Meena and MJ began as drummers, and Meena hopped on bass as Bondu joined on guitar. They all take turns singing in both Korean and English, and each gets at least one spotlit moment on Keep Drinking (out March 8 on Damnably). The album's a caffeinated 18-song liftoff front-loaded with a rallying title track, a blistering assault called "I'm a Fucking McDonald's" inspired by Meena's day job, and the mosh-ready "National Police Shit." You can see the band's collective energy in that song's vibrant, joyously juvenile music video, which MTV News is exclusively premiering above.

That the clip plays like a stunty Vine compilation without all the filler might explain the album's wild mania. While MJ gets the album's sweetest moment, anchoring a breezy cowpunk number with a forlorn lilt, Meena and Bondu trade off vintage millennial pop-punk shouts throughout the rest, all reminiscent of the North American skate-infused rock the band grew up downloading. Now, DBGC are the ones online; in one of their best and most revelatory live clips, they charge through "Song of Sincerity" to a crowd of 30 or 40 jumping fans in a small club. Bondu and Meena jump, too, as they strum their first chords. The audience goes off.

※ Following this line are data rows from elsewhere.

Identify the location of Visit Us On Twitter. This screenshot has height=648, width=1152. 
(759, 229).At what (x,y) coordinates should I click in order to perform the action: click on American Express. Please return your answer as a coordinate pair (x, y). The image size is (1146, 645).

"Here, it's just one live club," Meena said. "If we [organize] a punk show, we call another city's punk band, and they come to Daegu and we play together. Korea is really small, so it's maybe four hours by bus. If they take a speed train, they can come in one hour and a half."

DBGC are loyal to Daegu. They don't see a need to relocate to a bigger city like Seoul for the exposure. It's too expensive, for one thing — ranked the sixth-priciest city in the world in 2018 — and geographically, it's close enough that they can get there in a few hours anyway. "We can go to Seoul and come back the same day," Meena said. "We've had many shows in Seoul."

There's also the internet, the very tool that allows music fans a hemisphere away to discover, dig, and share DBGC (and their incredibly endearing, mildly rebellious YouTube videos) in the first place. But beyond that, Meena, MJ, and Bondu have hometown loyalty, even in a city with a "really small" punk scene. In Daegu, they preserve that culture by organizing shows and playing live during the local Go Skateboarding Day festivities. "Daegu is a conservative city," MJ said. "Many governments banned skateboarding in public. So we have to crash on that."

One scene they have yet to crash is America. But that's changing soon, thanks to an upcoming midnight SXSW gig, their first-ever in the U.S. They're a tad nervous. They've only seen the festival as it's represented in films about music. Of course, the delight is there, too. "I'm really happy, but I can't imagine," Meena said. "We just practice together and make a playlist. A friend from America, from California, when we announced our band's name on the SXSW site, he was really happy and really excited and he told me, 'Wow, you are awesome.' So I can feel good."

Even as SXSW's coolness has gradually rubbed off like a nightclub wrist stamp — so it's been suggested for years — the festival's atmosphere might be a welcome vibe for DBGC, who've had some bad luck playing shows outside Daegu. Once, after a "great gig" in Indonesia, local police locked down the venue for two hours in pursuit of an alleged weed smoker. And a few days later, true to their band name, the trio was shut down by the police for having a few beers while playing a public space. (They rebounded with a private show inside a studio, thanks to their pals in Bandung's Saturday Night Karaoke.)

A few live hiccups are key in forming a band's origin story. DBGC seem less concerned with myth-making, though. They're too focused on the people singing their songs back to them and riding the high of that moment — whether it's one giant leap for K-punk or just the biggest adventure yet for one excited band — to care. "I work a full-time job, so when I play a show, I feel free," Meena said. "If anybody listens to my song, and I can play, I'm just really happy."